Austin Real Estate Tech Startup Opcity Snags $27M in Funding

Austin Real Estate Tech Startup Opcity Snags $27M in Funding
 

Austin—An Austin real estate startup is using technology to become a better matchmaker between buyers and sellers of properties, and has raised $ 27 million to expand its market.

Opcity received the investment in a Series A round led by Palo Alto, CA-based Icon Ventures, with participation from Georgian Partners in Toronto, and Austin’s LiveOak Ventures.

 

Austin Real Estate Tech Startup Opcity Snags $27M in Funding

 

“We need to hire pretty much every role that exists; we need a recruiter to help hire those people,” says Ben Rubenstein, Opcity’s founder and CEO (pictured, left.) “We don’t have anybody in marketing and we’ve done very little branding. We need more people on the engineering team and in data science.”

Opcity, which was founded in 2015, uses analytics to increase the likelihood that a sale happens once a real estate agent and a buyer are connected. That happens when the two parties are more closely matched to each other, Rubenstein says.

Right now, interested buyers go to a site like Zillow or Trulia, express interest in a property, and wait for an agent to respond. Those interactions don’t result in sales as often as they should, he says: “That agent might not be a good fit for you.”

Opcity’s algorithms scores agents who work for its customers, which are large brokerages such as Remax and Century 21, in an attempt to create a profile that might best help a certain customer.

“We score our agents, the locations they work, the price points they work in, if they cater to empty nesters or first-time buyers or people moving in from out of town, what languages do they speak,” Rubenstein says.

Using Opcity, when a potential buyer clicks online to speak to an agent, the software takes all that scoring into account and automatically texts agents who are top matches in order. “We bridge the call, help set up an appointment for tomorrow to see the property,” he says. “The technology happens in a minute or two.”

“The agents are speaking to customers who want to see property in my area of expertise,” Rubenstein adds. (Agents pay a commission from the sale worked out between their brokerage and Opcity. Rubenstein declined to say what those commissions are.)

Opcity’s system will “learn” from the activities between the buyers and sellers and update itself in real time, Rubenstein says. So far, Opcity has about 350 brokerages with more than 4,000 agents using its platform, the company says.

Opcity is part of a growing community of tech companies catering to the real estate market. Most recently, Roomored said it would work with a yet-to-be-built senior living center to use virtual reality to help prospective tenants visualize the living spaces, according to Dallas Innovates. The startup aims to digitize the paint, wood, and fabric swatches used in interior design to allow homebuyers to have access to the sort of customized design typically available only by custom home builders, according to the post.

Another Texas real estate startup, The SquareFoot, which is an online platform for commercial real estate, moved from Houston to New York following a fundraising of $2 million in 2015.

Rubenstein had previously founded Yodle, an online marketing startup for small business, at age 21 when attending the University of Pennsylvania. An acquisition brought him to Austin

in 2011 and he sold Yodle to web.com in 2016 for $342 million. “I really missed the early days of entrepreneurial life and I wanted to start another company again,” he says.

Opcity had previously raised $1 million from friends and family and sees this much larger fundraise as key to the firm’s success.

“This is something that has grown organically on a smaller scale,” Rubenstein says. “We thought, let’s put some real resources into this and soup up the technology and bring it to many more brokerages.”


* Exercise requirements:
Searching the material below, find each line that includes the word "term", and copy it.

**** Listed entries ****

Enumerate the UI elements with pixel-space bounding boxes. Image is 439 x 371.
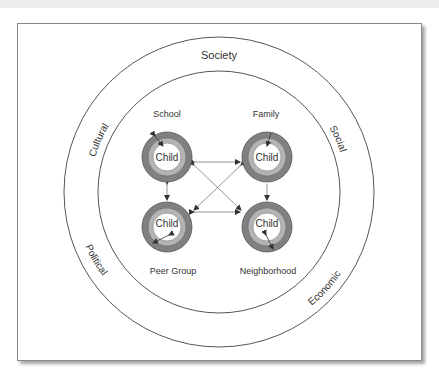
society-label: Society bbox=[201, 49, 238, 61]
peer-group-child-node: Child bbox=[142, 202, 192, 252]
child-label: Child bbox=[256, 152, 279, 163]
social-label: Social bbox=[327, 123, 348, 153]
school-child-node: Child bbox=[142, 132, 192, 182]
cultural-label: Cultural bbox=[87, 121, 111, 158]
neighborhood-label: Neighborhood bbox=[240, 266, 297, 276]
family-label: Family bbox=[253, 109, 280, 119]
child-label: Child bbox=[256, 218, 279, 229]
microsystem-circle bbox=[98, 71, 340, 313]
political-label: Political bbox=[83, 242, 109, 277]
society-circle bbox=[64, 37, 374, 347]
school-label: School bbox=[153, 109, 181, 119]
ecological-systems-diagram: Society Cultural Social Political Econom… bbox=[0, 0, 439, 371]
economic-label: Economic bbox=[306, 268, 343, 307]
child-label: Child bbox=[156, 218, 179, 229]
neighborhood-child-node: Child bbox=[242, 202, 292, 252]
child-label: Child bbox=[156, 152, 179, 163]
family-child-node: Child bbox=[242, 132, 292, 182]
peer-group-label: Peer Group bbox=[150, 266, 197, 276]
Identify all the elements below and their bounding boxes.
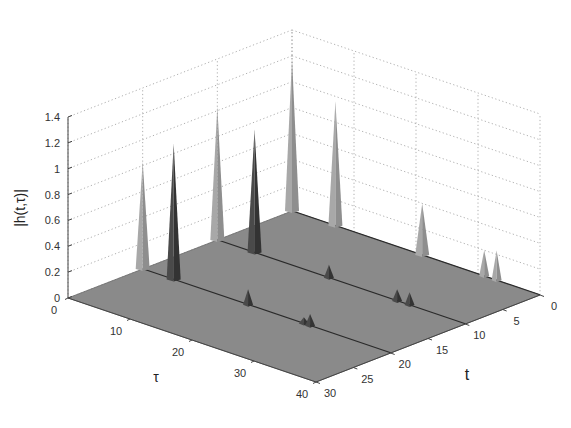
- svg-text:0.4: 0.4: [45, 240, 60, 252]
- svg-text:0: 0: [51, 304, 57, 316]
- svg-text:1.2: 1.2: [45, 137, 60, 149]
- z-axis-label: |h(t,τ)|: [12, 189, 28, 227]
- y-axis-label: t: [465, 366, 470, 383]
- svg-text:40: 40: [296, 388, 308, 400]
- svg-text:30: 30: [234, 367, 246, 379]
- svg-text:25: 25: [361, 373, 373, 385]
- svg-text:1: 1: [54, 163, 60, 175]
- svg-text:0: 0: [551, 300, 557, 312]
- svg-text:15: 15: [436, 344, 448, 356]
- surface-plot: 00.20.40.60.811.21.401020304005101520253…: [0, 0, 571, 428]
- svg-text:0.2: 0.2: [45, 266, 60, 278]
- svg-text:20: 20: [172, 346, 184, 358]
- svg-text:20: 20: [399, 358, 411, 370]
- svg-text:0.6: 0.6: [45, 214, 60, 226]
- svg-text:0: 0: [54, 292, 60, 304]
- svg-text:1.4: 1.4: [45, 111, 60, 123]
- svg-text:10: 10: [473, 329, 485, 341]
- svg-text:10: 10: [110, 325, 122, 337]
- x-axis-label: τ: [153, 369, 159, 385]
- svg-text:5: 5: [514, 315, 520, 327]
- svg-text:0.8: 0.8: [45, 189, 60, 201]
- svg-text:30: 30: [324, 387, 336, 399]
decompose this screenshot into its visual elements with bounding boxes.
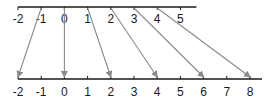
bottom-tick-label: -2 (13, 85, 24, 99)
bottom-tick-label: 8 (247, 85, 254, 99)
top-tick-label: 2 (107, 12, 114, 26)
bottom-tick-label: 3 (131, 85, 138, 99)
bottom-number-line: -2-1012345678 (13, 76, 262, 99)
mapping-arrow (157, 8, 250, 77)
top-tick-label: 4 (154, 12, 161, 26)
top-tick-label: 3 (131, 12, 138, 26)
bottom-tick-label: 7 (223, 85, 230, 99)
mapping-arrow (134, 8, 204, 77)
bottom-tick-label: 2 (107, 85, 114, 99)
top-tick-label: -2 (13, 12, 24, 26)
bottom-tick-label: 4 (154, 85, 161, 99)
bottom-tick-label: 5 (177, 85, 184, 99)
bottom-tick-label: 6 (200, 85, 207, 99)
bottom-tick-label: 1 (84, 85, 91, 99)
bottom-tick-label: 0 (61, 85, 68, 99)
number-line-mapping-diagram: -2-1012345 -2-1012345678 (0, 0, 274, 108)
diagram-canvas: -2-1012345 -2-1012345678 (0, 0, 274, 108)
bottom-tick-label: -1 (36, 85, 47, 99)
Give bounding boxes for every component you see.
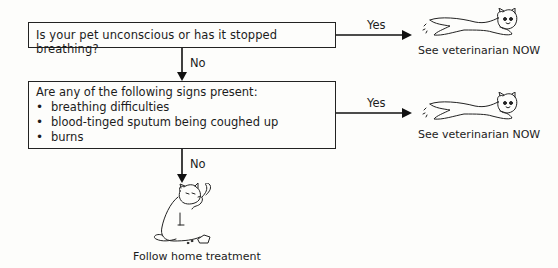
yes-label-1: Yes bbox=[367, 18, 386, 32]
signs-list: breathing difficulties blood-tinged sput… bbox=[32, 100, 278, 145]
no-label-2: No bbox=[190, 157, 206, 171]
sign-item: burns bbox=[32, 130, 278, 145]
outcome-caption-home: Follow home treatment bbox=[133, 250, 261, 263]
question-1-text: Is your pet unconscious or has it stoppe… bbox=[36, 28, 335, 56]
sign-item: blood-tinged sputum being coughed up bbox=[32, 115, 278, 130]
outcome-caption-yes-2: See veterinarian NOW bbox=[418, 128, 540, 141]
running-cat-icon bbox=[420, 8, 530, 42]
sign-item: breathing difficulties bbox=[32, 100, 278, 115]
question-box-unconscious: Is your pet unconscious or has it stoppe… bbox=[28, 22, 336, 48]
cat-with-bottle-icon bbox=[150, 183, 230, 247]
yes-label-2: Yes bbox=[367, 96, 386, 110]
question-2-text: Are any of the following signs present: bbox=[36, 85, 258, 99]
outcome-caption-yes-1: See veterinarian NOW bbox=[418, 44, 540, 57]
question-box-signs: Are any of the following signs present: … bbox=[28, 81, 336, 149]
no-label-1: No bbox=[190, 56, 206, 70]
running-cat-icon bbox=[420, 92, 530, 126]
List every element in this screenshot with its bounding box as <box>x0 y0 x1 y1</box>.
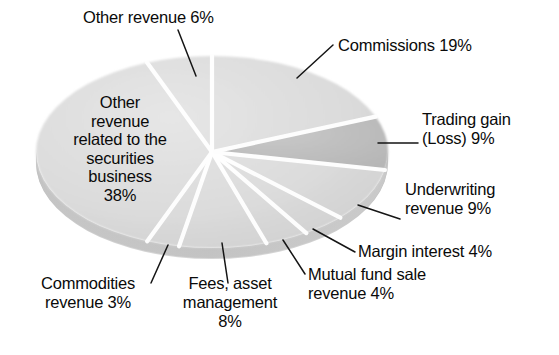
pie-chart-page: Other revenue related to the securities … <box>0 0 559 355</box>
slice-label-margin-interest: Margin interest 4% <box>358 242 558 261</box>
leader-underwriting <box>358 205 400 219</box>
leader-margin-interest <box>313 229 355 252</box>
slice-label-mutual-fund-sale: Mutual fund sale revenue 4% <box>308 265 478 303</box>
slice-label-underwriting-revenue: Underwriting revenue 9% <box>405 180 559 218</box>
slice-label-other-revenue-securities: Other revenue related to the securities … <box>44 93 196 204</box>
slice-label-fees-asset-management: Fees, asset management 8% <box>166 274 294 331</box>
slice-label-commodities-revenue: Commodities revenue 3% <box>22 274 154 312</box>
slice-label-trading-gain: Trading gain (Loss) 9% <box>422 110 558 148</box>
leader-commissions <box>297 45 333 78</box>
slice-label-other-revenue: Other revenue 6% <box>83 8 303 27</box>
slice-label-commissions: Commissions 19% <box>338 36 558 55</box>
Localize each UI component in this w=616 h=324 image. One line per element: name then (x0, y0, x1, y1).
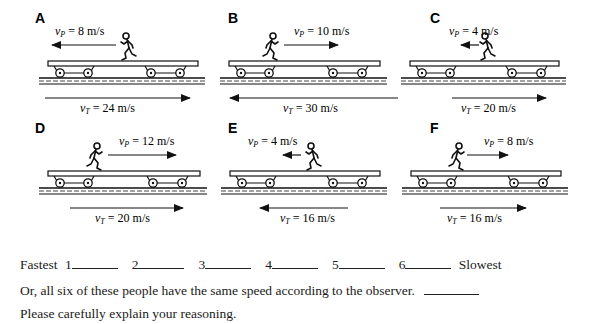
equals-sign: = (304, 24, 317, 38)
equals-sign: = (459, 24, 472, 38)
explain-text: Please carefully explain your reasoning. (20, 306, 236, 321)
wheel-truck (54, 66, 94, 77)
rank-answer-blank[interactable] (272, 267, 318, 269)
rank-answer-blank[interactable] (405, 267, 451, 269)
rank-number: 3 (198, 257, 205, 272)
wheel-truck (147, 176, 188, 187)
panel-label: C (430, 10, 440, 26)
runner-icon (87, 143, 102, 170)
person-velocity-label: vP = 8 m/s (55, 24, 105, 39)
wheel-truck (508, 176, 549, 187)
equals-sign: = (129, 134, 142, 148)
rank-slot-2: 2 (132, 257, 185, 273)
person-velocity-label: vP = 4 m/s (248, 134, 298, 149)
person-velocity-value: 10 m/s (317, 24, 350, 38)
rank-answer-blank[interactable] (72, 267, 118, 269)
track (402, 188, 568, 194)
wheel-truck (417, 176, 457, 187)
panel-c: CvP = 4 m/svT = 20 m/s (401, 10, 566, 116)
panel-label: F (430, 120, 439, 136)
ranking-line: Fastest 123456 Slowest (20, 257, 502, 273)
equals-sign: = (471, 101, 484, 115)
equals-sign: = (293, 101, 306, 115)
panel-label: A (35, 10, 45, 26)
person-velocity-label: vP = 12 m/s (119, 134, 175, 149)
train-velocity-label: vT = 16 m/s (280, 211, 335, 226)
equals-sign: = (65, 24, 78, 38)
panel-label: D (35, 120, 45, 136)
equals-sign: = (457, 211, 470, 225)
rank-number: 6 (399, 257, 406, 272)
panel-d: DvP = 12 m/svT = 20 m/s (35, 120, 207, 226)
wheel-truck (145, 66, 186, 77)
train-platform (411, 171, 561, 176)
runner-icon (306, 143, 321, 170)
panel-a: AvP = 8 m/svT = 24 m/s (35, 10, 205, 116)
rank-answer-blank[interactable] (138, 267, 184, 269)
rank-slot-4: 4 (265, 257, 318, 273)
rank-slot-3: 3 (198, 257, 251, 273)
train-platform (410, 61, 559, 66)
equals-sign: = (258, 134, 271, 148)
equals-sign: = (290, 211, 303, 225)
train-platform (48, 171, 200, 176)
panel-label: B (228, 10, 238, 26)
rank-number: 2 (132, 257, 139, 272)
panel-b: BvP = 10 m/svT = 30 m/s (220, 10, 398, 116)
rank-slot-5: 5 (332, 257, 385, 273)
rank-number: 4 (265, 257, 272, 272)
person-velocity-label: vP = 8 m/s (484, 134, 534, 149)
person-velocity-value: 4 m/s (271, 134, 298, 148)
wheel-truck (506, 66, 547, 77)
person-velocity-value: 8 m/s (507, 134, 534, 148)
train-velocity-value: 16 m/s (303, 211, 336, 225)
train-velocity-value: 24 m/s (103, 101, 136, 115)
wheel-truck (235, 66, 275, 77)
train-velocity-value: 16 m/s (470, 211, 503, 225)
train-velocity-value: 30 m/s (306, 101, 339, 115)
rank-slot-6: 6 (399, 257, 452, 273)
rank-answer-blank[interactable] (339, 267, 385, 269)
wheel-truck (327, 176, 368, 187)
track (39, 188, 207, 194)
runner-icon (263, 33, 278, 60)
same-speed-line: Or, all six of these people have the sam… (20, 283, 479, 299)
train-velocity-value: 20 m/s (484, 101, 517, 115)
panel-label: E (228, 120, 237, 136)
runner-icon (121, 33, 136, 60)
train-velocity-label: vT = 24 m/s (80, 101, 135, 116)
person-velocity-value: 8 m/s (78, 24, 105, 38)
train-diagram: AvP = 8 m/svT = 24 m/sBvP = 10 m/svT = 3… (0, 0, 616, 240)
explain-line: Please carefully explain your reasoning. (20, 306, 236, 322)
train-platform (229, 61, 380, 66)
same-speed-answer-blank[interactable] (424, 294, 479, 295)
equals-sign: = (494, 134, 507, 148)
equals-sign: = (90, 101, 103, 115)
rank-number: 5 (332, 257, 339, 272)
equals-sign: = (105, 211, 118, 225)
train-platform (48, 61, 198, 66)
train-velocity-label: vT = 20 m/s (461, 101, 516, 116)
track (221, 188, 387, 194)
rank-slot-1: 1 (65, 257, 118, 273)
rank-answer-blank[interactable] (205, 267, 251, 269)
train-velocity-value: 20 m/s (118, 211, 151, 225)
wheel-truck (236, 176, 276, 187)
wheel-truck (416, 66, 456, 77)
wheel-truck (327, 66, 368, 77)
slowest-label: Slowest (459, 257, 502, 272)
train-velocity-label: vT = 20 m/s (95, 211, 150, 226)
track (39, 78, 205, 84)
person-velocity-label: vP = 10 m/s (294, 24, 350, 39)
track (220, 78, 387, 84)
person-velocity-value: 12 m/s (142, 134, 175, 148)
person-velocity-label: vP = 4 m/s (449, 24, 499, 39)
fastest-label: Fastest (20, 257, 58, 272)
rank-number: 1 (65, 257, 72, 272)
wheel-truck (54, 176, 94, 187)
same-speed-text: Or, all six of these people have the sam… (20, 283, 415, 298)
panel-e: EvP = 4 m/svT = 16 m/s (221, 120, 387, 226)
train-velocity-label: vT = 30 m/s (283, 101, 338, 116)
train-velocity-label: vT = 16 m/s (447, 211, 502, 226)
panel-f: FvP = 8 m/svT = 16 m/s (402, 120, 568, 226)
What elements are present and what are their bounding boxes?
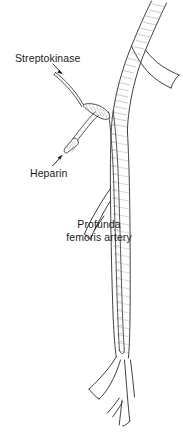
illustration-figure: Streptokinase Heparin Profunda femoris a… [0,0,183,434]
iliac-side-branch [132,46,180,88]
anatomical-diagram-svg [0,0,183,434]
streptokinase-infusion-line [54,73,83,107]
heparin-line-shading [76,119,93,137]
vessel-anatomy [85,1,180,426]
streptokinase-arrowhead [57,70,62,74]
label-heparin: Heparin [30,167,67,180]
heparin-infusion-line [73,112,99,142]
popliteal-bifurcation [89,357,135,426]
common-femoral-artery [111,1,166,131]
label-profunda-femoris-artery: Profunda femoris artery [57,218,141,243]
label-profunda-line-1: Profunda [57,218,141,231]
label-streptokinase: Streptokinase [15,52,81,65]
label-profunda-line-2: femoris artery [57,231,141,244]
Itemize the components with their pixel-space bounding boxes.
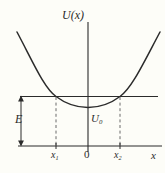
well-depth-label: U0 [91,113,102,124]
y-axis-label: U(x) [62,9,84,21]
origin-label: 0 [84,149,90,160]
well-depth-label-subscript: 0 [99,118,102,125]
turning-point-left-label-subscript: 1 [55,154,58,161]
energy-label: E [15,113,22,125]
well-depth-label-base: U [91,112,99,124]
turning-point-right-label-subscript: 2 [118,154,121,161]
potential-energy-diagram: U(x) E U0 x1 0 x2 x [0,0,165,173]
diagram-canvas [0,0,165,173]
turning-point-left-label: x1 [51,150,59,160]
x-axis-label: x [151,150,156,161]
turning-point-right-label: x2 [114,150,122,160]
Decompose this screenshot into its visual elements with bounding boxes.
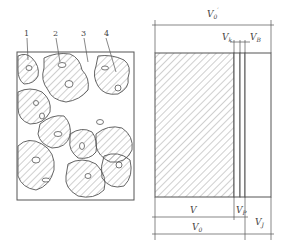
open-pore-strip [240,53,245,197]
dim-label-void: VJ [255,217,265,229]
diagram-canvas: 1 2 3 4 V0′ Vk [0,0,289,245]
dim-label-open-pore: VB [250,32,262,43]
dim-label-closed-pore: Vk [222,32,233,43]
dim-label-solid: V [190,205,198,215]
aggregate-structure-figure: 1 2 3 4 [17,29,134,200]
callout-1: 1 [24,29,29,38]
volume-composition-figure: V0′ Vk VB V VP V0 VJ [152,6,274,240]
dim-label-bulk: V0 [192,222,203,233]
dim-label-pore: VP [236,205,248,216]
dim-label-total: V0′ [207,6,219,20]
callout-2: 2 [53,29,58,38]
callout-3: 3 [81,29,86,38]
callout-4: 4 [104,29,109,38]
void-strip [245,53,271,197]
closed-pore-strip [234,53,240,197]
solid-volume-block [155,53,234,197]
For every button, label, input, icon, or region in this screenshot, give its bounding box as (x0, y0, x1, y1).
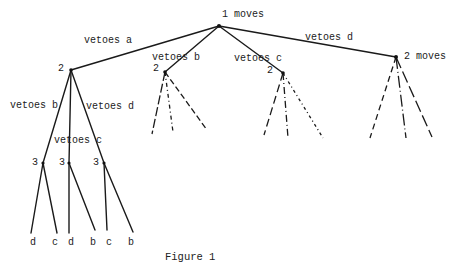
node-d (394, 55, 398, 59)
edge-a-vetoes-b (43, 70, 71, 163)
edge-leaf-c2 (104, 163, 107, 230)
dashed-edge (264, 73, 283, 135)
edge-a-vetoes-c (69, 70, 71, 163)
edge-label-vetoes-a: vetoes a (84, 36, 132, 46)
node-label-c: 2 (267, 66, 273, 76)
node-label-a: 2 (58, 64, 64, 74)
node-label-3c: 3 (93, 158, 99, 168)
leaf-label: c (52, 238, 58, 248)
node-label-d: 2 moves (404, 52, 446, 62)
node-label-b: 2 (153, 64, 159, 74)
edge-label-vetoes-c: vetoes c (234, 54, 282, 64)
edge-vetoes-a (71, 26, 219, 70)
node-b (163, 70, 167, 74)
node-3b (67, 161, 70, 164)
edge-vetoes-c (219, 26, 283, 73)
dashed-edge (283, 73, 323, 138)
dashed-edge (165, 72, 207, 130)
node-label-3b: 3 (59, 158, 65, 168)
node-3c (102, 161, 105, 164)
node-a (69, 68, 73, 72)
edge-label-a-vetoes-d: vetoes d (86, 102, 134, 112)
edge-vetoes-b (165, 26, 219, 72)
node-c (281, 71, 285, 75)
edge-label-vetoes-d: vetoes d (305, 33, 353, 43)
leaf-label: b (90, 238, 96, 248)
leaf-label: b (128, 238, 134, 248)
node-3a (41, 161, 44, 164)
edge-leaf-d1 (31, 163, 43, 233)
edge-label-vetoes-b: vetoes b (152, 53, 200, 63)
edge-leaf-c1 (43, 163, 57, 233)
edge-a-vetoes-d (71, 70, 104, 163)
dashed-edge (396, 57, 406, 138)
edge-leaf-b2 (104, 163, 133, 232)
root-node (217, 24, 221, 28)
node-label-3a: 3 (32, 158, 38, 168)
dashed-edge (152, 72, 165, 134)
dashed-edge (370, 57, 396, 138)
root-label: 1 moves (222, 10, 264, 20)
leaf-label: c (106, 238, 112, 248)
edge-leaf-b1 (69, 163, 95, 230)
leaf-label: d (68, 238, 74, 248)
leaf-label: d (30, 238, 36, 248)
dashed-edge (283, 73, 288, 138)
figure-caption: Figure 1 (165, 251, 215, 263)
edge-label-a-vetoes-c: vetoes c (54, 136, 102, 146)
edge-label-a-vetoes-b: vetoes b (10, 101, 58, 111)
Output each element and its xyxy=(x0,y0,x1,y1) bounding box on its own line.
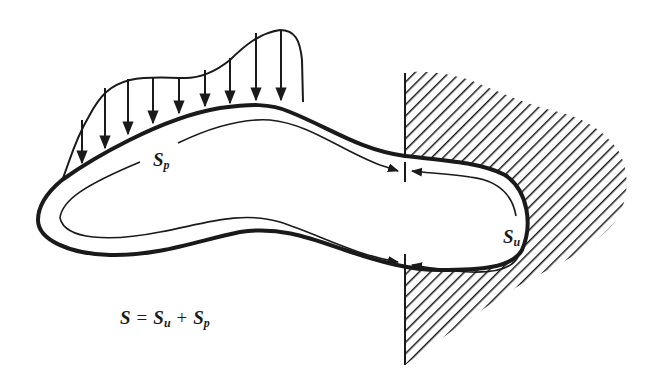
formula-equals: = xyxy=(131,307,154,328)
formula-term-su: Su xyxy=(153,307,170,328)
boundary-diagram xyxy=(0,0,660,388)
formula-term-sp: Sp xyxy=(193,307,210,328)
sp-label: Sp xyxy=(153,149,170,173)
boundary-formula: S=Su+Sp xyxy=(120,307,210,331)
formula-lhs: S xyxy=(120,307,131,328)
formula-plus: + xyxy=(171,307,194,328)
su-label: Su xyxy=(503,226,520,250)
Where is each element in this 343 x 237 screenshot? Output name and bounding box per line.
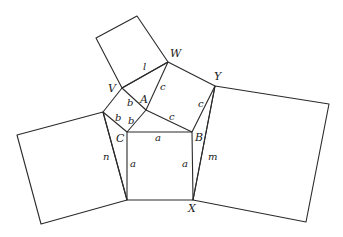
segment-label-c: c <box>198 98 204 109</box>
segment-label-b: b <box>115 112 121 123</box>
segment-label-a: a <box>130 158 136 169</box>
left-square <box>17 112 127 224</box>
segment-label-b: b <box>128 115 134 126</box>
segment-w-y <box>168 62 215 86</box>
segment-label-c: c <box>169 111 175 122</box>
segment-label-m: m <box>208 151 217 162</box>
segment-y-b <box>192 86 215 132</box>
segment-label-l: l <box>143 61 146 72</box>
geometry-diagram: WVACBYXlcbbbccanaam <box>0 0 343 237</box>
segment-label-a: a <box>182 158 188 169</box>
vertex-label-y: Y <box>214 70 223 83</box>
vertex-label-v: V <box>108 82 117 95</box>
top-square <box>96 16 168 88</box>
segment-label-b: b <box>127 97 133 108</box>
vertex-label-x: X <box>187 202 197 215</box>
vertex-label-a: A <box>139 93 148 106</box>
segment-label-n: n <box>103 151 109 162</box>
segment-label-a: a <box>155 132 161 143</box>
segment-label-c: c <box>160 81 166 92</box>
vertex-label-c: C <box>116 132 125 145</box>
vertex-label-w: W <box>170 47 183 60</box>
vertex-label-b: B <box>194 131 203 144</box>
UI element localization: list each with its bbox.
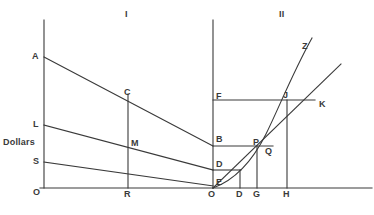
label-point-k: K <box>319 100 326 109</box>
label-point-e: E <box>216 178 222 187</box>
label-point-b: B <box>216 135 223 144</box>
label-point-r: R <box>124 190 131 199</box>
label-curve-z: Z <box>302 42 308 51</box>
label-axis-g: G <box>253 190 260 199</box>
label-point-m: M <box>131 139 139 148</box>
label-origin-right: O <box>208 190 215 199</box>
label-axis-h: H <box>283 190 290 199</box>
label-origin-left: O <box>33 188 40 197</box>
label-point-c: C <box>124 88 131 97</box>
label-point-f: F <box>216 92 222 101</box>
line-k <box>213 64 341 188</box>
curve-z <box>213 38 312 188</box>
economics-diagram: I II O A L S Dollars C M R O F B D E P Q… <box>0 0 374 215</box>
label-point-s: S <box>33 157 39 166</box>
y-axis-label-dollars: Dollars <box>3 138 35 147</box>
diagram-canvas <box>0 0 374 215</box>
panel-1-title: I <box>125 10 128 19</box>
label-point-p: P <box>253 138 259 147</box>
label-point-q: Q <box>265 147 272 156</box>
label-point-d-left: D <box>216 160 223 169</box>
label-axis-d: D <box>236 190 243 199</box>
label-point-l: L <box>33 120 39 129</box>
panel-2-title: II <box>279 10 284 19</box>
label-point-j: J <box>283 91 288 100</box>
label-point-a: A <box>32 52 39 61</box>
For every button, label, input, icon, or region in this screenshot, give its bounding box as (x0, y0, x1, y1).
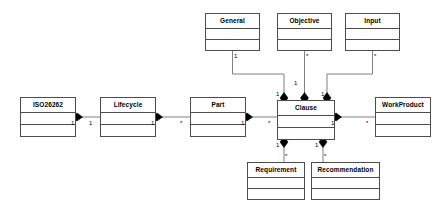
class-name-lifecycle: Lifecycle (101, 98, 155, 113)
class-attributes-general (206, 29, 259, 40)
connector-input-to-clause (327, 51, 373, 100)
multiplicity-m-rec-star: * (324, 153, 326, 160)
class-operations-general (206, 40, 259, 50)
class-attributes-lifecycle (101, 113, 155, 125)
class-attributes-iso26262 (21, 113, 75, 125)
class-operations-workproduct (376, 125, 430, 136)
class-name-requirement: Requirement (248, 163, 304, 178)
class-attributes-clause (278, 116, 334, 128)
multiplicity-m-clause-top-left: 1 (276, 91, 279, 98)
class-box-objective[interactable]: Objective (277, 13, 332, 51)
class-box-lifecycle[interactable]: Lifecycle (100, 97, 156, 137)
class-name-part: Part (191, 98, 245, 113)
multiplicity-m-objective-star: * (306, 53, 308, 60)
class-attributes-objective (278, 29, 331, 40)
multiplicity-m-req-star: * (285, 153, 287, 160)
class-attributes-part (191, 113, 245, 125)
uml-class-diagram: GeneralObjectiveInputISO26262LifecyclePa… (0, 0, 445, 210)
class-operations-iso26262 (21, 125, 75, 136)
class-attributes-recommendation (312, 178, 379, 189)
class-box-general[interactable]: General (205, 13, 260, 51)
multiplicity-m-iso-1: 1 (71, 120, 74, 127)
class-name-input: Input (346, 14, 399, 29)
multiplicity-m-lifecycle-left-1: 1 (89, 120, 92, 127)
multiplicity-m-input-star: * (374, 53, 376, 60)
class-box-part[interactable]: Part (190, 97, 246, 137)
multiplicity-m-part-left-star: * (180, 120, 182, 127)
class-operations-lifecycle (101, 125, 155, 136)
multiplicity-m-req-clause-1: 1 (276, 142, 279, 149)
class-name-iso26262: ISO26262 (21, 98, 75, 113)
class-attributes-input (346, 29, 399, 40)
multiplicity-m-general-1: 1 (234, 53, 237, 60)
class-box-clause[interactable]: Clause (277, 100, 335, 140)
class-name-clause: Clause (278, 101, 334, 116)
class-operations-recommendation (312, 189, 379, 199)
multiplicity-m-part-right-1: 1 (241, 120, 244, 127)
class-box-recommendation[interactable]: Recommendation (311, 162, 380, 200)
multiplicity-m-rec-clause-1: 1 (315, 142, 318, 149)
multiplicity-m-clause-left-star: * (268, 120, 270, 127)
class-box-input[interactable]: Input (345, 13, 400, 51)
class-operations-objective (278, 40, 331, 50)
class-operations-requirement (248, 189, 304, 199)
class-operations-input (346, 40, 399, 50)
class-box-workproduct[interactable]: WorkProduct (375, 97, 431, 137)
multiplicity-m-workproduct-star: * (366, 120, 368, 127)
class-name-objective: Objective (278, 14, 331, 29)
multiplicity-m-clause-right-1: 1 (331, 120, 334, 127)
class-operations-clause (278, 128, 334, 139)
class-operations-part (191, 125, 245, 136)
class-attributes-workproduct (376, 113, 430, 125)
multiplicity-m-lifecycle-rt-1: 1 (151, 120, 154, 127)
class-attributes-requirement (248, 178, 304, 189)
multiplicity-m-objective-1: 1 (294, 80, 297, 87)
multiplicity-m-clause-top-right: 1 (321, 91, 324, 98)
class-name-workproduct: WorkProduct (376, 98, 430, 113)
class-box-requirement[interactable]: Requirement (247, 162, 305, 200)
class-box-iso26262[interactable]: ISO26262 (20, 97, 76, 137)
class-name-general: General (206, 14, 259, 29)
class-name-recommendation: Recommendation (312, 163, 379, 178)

****

* Exercise response:
formula-term-su: Su xyxy=(153,307,170,328)
formula-term-sp: Sp xyxy=(193,307,210,328)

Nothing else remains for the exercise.